Ice cream cone cupcakes: chocolate cake batter baked right inside flat-bottom ice cream cones, then swirled with sweet almond buttercream and showered in sprinkles. The kid party showstopper.
Drop sugar cookies with cardamom or nutmeg, soft and tender with lightly browned edges. No rolling or chilling needed. Makes six dozen and freezes beautifully.
Norwegian molasses cookies rolled in sugar and baked until crackled and flat. Made with brown sugar, molasses, and egg substitute. Top with confectioners' sugar glaze and sprinkles for a festive touch.
Strufoli are tiny Italian fried dough balls drizzled with warm honey and topped with rainbow sprinkles. A classic Neapolitan Christmas dessert shaped into a festive mound or wreath.
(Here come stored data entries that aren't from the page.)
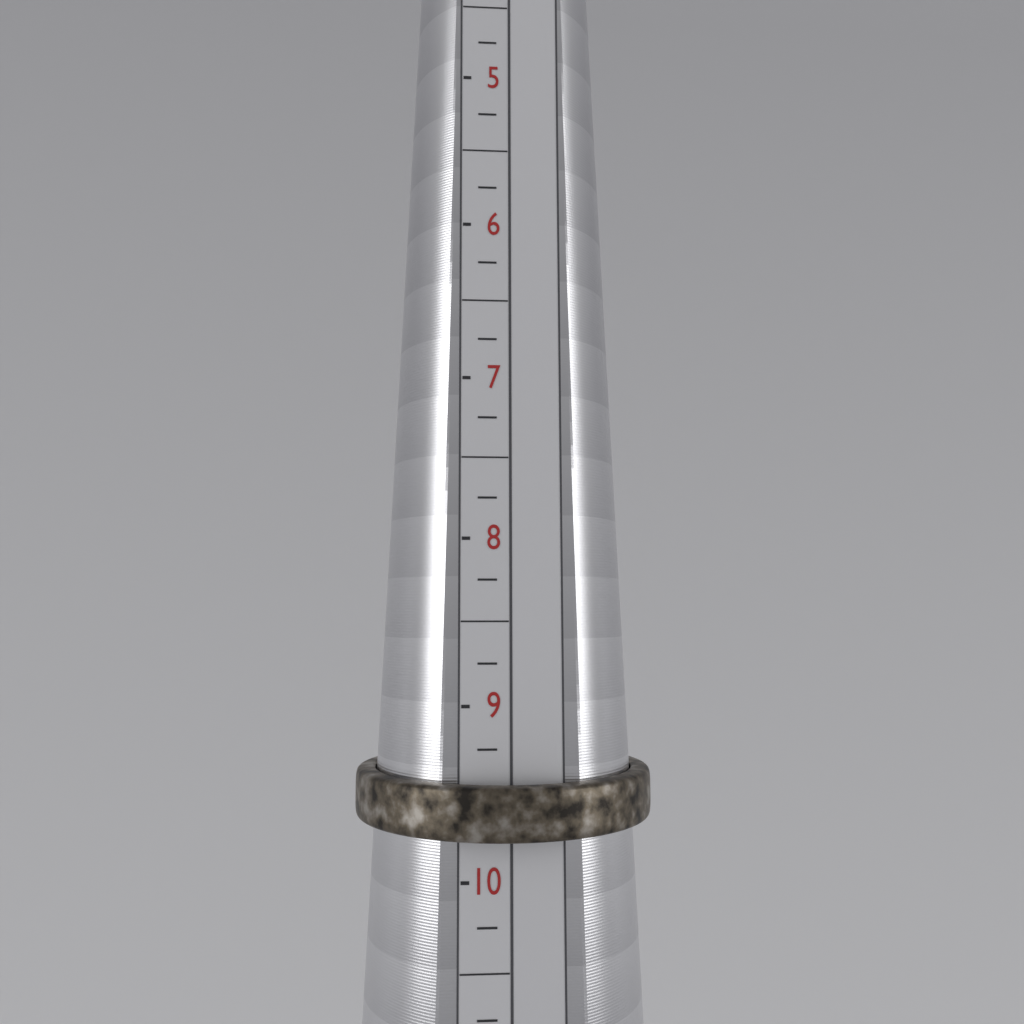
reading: 9.75 (no unit)
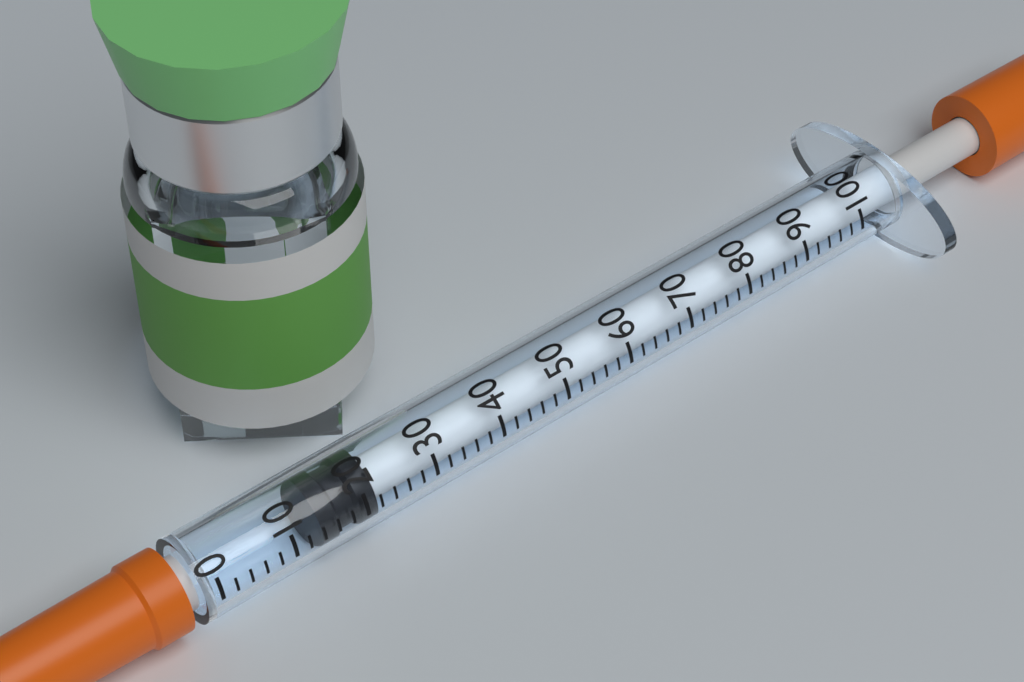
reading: 14 (no unit)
A soft, vanilla-scented bread machine loaf studded with rainbow sprinkles. Just 5 minutes of prep, then the machine does the work. Kids go absolutely wild for this one.
Traditional Italian taralli cookies shaped into rings, dipped in vanilla icing, and topped with sprinkles. A sweet, old-school Italian American cookie from Nonna's kitchen. Makes 24.
Make these delicious Italian cookies for a change, they are buttery and just right amount of sweetness. Perfect with a cup of tea or coffee.
Serve this sweet dish as an appetizer or a light snack!